Journey to the universe and back again…
My education continues through the passions of the mixed voice ensemble music of Vox Humana. Held inside the Dominion Astrophysical Observatory, Vox in the Stars was sublime. Despite that rainy overcast weather preventing the opening of that magnificent dome, the performance achieved heavenly proportions all the same. The night contained a galaxy of amazement from poetry and psalms sung in richly layered sound strata, to an uplifting and soulful encore tribute to David Bowie’s Space Odyssey and the bedazzling world premiere of Alouette Meets Her Maker - the story of the unfortunate and unwitting seduction of a decommissioned and adrift satellite named Alouette by a malevolent force that initiated her demise and a crash to earth. (How can sounds like that even be made by the human body? A mystery!)
The energetically animated director, Brian Wismat looked at times as if he was mixing up God’s own batter, stirring and cooking up an otherworldly feast. From the first perfectly sung note, I could feel something deep inside my chest responding to, drawn out by, these 24 ethereal voices resounding within that cosmically curved space. And I found myself weeping at the thought that this kind of big “B” eternal Beauty even exists in this difficult and often dire world, wanting to immediately share it with everyone I know and love. Ann Dale and I, Hilary Leighton, are beginning to deeply consider and write around the question, “Can Beauty Save Us?” (because it has been trying for millennia) and the night of the performance I think I was convinced, “yes”, as I witnessed (and was gladly carried along by) these vocal illuminators -- reaching toward eternity’s vastness through the astonishment that flew from their mouths in a wild complexity of song and star stuff. A special nod to our Registrar Peter Dueck who is one of these beautiful, devoted singers.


**Goal of the exercise**:
Pull out every line in the data that has the string "JSON" in it.

Collected data
********

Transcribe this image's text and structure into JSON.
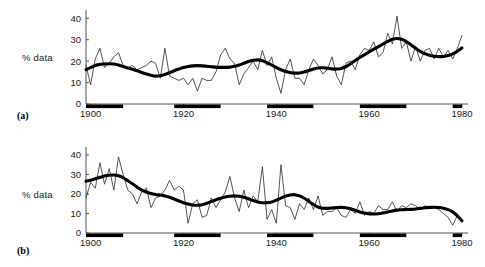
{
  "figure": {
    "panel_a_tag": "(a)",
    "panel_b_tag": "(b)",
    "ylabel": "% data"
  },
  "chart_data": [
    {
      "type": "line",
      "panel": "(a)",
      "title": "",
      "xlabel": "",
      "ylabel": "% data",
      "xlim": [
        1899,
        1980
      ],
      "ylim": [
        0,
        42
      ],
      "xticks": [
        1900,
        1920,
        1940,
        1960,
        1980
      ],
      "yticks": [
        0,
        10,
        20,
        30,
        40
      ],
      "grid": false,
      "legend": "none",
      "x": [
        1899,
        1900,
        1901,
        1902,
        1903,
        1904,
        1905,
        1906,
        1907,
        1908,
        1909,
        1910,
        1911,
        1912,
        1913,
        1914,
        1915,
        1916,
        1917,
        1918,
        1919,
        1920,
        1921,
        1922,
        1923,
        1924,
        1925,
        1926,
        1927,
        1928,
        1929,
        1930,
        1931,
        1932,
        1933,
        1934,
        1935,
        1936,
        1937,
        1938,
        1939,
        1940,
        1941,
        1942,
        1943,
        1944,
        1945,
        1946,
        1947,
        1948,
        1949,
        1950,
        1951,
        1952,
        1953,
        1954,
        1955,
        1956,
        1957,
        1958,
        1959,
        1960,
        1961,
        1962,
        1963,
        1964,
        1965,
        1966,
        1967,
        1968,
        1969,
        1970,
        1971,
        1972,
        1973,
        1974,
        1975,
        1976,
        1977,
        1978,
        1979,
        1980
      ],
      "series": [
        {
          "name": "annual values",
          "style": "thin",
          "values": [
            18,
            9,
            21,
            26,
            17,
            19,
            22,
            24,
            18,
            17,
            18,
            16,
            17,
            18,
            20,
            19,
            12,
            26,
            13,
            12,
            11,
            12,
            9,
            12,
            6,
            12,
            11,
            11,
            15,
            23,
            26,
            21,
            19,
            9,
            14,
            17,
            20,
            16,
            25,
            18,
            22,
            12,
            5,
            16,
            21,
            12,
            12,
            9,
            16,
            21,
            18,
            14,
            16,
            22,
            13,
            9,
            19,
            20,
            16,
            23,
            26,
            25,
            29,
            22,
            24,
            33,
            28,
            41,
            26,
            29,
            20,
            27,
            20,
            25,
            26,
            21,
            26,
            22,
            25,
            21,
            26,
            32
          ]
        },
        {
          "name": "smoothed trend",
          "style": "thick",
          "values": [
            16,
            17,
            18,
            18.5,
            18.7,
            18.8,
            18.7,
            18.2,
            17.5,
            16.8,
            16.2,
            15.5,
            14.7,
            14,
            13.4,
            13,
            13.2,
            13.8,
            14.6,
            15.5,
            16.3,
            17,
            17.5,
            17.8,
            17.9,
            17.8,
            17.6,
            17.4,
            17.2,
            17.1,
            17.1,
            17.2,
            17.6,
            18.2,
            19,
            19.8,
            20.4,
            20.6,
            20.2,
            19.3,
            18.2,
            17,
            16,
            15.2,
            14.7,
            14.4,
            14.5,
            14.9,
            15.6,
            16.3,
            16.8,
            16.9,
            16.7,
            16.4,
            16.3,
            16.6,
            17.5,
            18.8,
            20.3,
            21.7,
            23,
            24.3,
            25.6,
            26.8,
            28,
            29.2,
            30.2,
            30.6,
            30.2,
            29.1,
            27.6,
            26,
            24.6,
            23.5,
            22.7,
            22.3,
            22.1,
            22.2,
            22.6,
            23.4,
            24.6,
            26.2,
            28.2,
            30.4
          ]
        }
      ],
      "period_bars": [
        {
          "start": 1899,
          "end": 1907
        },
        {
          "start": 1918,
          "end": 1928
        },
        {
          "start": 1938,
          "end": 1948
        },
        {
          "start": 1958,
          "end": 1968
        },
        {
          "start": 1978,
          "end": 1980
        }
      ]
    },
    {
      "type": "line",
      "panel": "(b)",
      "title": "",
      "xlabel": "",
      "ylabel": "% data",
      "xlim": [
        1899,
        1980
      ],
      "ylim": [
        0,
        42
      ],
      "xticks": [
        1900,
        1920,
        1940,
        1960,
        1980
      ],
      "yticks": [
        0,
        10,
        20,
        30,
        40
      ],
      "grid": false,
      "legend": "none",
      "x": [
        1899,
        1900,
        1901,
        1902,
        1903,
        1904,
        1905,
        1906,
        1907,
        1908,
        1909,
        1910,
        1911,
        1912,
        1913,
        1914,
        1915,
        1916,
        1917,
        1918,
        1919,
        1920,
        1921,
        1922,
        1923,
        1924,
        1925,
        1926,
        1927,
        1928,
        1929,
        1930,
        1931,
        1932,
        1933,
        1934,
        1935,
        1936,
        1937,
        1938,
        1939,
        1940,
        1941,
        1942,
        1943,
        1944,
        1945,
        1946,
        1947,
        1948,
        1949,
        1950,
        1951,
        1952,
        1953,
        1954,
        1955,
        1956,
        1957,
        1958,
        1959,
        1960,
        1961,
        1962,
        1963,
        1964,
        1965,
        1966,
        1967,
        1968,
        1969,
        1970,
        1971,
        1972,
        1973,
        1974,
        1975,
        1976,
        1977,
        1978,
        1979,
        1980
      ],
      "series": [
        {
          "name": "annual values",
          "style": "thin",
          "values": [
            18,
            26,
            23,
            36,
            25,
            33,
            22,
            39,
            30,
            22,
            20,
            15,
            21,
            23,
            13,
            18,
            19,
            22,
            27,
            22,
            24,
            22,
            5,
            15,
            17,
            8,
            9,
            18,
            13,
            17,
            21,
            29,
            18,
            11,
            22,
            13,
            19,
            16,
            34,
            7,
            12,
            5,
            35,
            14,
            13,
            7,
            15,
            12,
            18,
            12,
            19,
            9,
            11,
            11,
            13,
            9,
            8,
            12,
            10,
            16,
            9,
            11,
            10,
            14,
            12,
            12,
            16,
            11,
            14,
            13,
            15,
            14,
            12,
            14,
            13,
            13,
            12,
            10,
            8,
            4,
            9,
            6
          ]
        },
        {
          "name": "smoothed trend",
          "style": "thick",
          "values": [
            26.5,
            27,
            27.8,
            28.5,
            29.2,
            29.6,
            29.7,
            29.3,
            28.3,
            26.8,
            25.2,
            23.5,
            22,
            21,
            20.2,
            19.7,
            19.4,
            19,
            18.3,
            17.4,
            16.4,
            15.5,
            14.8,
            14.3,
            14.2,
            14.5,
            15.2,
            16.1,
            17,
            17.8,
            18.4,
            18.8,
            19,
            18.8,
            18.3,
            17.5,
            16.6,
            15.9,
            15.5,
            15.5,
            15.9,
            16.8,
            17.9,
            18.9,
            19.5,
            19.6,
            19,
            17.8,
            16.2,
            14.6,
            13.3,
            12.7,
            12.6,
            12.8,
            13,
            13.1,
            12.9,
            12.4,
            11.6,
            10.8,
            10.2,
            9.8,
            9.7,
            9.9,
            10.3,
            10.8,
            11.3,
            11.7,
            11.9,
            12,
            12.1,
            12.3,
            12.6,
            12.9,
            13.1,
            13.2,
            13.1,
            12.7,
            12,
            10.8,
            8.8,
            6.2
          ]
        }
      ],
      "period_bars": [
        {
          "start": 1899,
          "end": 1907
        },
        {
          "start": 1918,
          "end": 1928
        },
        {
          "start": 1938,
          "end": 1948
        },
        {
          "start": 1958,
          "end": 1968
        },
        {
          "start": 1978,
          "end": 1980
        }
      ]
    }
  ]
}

********

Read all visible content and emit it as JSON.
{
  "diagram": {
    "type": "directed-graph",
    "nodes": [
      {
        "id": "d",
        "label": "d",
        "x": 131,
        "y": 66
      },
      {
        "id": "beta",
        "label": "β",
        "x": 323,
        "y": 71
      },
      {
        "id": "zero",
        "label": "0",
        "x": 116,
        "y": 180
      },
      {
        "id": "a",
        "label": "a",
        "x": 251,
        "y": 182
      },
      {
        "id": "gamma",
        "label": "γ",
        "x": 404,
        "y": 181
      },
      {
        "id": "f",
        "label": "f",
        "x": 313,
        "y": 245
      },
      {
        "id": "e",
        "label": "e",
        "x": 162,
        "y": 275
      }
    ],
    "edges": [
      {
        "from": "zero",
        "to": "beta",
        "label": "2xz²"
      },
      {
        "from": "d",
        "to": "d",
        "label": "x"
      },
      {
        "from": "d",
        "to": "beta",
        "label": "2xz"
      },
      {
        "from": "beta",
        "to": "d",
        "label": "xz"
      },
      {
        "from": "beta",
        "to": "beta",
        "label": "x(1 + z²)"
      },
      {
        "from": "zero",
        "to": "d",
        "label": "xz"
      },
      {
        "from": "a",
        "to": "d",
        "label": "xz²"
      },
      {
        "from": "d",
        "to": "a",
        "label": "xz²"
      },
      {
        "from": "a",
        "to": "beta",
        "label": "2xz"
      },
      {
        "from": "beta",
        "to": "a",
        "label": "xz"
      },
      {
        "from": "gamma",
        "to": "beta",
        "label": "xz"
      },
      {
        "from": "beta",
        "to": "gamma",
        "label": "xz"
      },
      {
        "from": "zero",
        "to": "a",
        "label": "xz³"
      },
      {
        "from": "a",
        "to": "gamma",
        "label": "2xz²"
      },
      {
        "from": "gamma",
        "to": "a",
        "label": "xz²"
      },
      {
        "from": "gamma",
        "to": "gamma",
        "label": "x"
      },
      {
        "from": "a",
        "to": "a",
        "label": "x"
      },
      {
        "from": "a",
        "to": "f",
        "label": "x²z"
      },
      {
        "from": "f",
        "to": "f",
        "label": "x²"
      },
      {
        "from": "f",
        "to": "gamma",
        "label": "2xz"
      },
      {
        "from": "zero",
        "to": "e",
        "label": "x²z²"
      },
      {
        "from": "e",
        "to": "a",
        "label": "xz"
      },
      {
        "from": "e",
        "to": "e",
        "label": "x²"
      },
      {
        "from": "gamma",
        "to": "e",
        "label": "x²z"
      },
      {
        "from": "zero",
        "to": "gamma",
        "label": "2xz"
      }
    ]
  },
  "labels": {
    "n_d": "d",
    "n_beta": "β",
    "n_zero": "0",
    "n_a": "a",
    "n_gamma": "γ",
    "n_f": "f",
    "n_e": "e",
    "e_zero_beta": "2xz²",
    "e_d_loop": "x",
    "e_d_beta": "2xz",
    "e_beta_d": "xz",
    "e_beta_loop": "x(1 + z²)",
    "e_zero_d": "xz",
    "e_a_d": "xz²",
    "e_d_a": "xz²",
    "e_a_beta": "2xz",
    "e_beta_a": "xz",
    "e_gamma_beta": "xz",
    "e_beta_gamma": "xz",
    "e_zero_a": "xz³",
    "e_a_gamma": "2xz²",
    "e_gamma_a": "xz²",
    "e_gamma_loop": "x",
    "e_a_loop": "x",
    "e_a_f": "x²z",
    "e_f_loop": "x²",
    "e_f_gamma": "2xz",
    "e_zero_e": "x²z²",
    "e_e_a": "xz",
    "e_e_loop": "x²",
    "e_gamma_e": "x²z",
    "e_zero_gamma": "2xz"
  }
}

********

**Answer to this problem**:
Transcribe this image's text and structure into JSON.
Read all visible content and emit it as JSON.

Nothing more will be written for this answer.